Jury finds Yates guilty of aggravated murder

TACOMA — Confessed serial killer Robert Lee Yates Jr. was convicted today of aggravated first-degree murder — a verdict that could cost him his life.

After less than two days of deliberations, the Pierce County Superior Court jury found Yates’ murders of two prostitutes here involved all three aggravating factors cited by prosecutors: that he robbed his victims, that he killed them to conceal other crimes and that more than two people had been killed in a common scheme.

Yates, 50, and a father of five, confessed two years ago in Spokane County to 13 murders and is serving 408 years in prison under a plea deal there that spared his life. Pierce County prosecutors refused to go along with that agreement.

Yates also admitted the two Pierce County slayings, and his trial here centered on whether the killings met the legal definition of aggravated murder, and thus could be punishable by death.

His jury will decide whether he receives the death penalty or life in prison without the possibility of parole. The penalty hearing begins Tuesday.

"We look forward to the next phase," said Chief Deputy Prosecutor Jerry Costello. "We want to get the full measure of justice for these victims."

Defense attorney Roger Hunko said the verdict came as no shock. The defense’s message during the penalty phase, he said, would be "that one should never kill when one doesn’t have to. If you have a choice between life and death you should choose life. That’s what our society says."

Richard Fasy, a public defender who represented Yates in Spokane, said: "I’m very disappointed. I’m chagrined, but I can only hope that a jury will decide to forgo the death penalty. I have every confidence in his present attorneys."

Hunko and fellow defense attorney Mary Kay High opened their case conceding their client shot Melinda Mercer, 24, in 1997 and Connie LaFontaine Ellis, 35, in 1998, but argued he should only be convicted of first-degree murder.

Prosecutors countered that the murders fit the pattern of Yates’ 10 Spokane-area slayings between 1996 and 1998, thus constituting a common scheme of crime.

"I’m very happy," Mercer’s sister, Holly Mercer said. "I just wanted him to be held accountable for what he did."

Caryl Bushell, Mercer’s mother, said she was relieved by the guilty verdict. "If he doesn’t get the death penalty, who should get it?" she asked.

Shirley Hess of Spokane, one of Yates’ sisters, said the verdict did not surprise her. "No matter what, we will always be there for him and we will always love him," she said.

Police linked Yates to the string of murders in 2000, when they traced carpet fibers in a white Corvette he once owned to Jennifer Joseph, 16, whose body was found in rural Spokane County 10 days after a friend saw her getting into the car.

Pierce County prosecutors called 90 witnesses during the five-week trial, including detectives from the Spokane Serial Homicide Task Force that arrested Yates, an FBI profiler and friends of the victims.

Defense attorneys presented their case in less than two days last week, calling 10 witnesses. Yates did not testify.

Four defense witnesses were prostitutes who described Yates as a "good date" who paid up front, did not request kinky sex and wore a condom.

The 12 women Yates has killed since 1996 all were involved in prostitution. All were shot in the head.

In all but one case, he used a .25-caliber semiautomatic pistol. Most of the bodies were dumped in out-of-the-way areas. The exception was Melody Murfin, murdered in 1998 and buried in the Yates’ yard in Spokane, just outside the master bedroom.

In addition to those 12 women, Yates admitted killing a young man and woman — Patrick Oliver, 21, and Susan Savage, 22 — near Walla Walla in 1975, when he was a guard at the Washington State Penitentiary; and a Seattle woman, Stacy Elizabeth Hawn, 23, in Skagit County in 1988.

Yates grew up on Whidbey Island. He served in the Army until shortly before he and his family moved to Spokane six years ago.

As a helicopter pilot and instructor for the Washington Army National Guard, he was in the Tacoma area frequently for work at nearby Fort Lewis.

His wife and children have left the Spokane area.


● **About this task**: Strip out the pictures and transcribe the records that follow exactly.

● **Source material**:
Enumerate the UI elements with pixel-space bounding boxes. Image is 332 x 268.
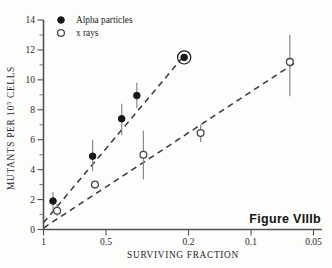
y-tick-label: 2 [30,195,35,205]
x-axis-ticks: 10.50.20.10.05 [41,230,322,248]
data-point-xray [286,59,293,66]
data-point-xray [92,181,99,188]
y-tick-label: 14 [26,15,36,25]
fit-line-group [44,58,295,228]
data-point-alpha [89,153,96,160]
figure-caption: Figure VIIIb [249,212,321,226]
legend-label: x rays [76,28,99,38]
y-tick-label: 6 [30,135,35,145]
error-bar-group [53,35,290,216]
y-tick-label: 0 [30,225,35,235]
data-point-xray [140,151,147,158]
x-tick-label: 0.1 [245,237,257,247]
y-axis-ticks: 02468101214 [26,15,44,235]
data-point-alpha [181,54,188,61]
x-tick-label: 0.05 [305,237,322,247]
legend: Alpha particlesx rays [58,15,133,38]
y-axis-title-base: MUTANTS PER 10 [6,105,16,190]
y-tick-label: 12 [26,45,36,55]
scatter-plot: 02468101214 10.50.20.10.05 MUTANTS PER 1… [0,0,332,268]
data-point-alpha [134,92,141,99]
y-tick-label: 4 [30,165,35,175]
data-point-alpha [50,198,57,205]
y-tick-label: 8 [30,105,35,115]
data-point-xray [54,207,61,214]
fit-line [44,58,183,223]
legend-marker-xray [58,30,65,37]
legend-label: Alpha particles [76,15,133,25]
data-point-alpha [118,115,125,122]
x-tick-label: 0.5 [100,237,112,247]
x-tick-label: 1 [41,237,46,247]
data-point-group [50,51,294,214]
x-tick-label: 0.2 [183,237,195,247]
y-axis-title: MUTANTS PER 105 CELLS [5,66,16,190]
y-axis-title-tail: CELLS [6,66,16,101]
figure-container: 02468101214 10.50.20.10.05 MUTANTS PER 1… [0,0,332,268]
data-point-xray [197,130,204,137]
y-tick-label: 10 [26,75,36,85]
x-axis-title: SURVIVING FRACTION [127,250,239,260]
legend-marker-alpha [58,17,65,24]
fit-line [44,63,295,228]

● **Completed task**:
Enumerate the UI elements with pixel-space bounding boxes. Image is 332 x 268.
y-tick-label: 2 [30,195,35,205]
x-axis-ticks: 10.50.20.10.05 [41,230,322,248]
data-point-xray [286,59,293,66]
data-point-xray [92,181,99,188]
y-tick-label: 14 [26,15,36,25]
fit-line-group [44,58,295,228]
data-point-alpha [89,153,96,160]
figure-caption: Figure VIIIb [249,212,321,226]
legend-label: x rays [76,28,99,38]
y-tick-label: 6 [30,135,35,145]
error-bar-group [53,35,290,216]
y-tick-label: 0 [30,225,35,235]
data-point-xray [140,151,147,158]
x-tick-label: 0.1 [245,237,257,247]
y-axis-ticks: 02468101214 [26,15,44,235]
data-point-alpha [181,54,188,61]
x-tick-label: 0.05 [305,237,322,247]
legend: Alpha particlesx rays [58,15,133,38]
y-axis-title-base: MUTANTS PER 10 [6,105,16,190]
y-tick-label: 12 [26,45,36,55]
scatter-plot: 02468101214 10.50.20.10.05 MUTANTS PER 1… [0,0,332,268]
data-point-alpha [134,92,141,99]
y-tick-label: 4 [30,165,35,175]
data-point-alpha [50,198,57,205]
y-tick-label: 8 [30,105,35,115]
data-point-xray [54,207,61,214]
fit-line [44,58,183,223]
legend-marker-xray [58,30,65,37]
legend-label: Alpha particles [76,15,133,25]
data-point-alpha [118,115,125,122]
x-tick-label: 0.5 [100,237,112,247]
x-tick-label: 1 [41,237,46,247]
data-point-group [50,51,294,214]
x-tick-label: 0.2 [183,237,195,247]
y-axis-title: MUTANTS PER 105 CELLS [5,66,16,190]
y-axis-title-tail: CELLS [6,66,16,101]
figure-container: 02468101214 10.50.20.10.05 MUTANTS PER 1… [0,0,332,268]
data-point-xray [197,130,204,137]
y-tick-label: 10 [26,75,36,85]
x-axis-title: SURVIVING FRACTION [127,250,239,260]
legend-marker-alpha [58,17,65,24]
fit-line [44,63,295,228]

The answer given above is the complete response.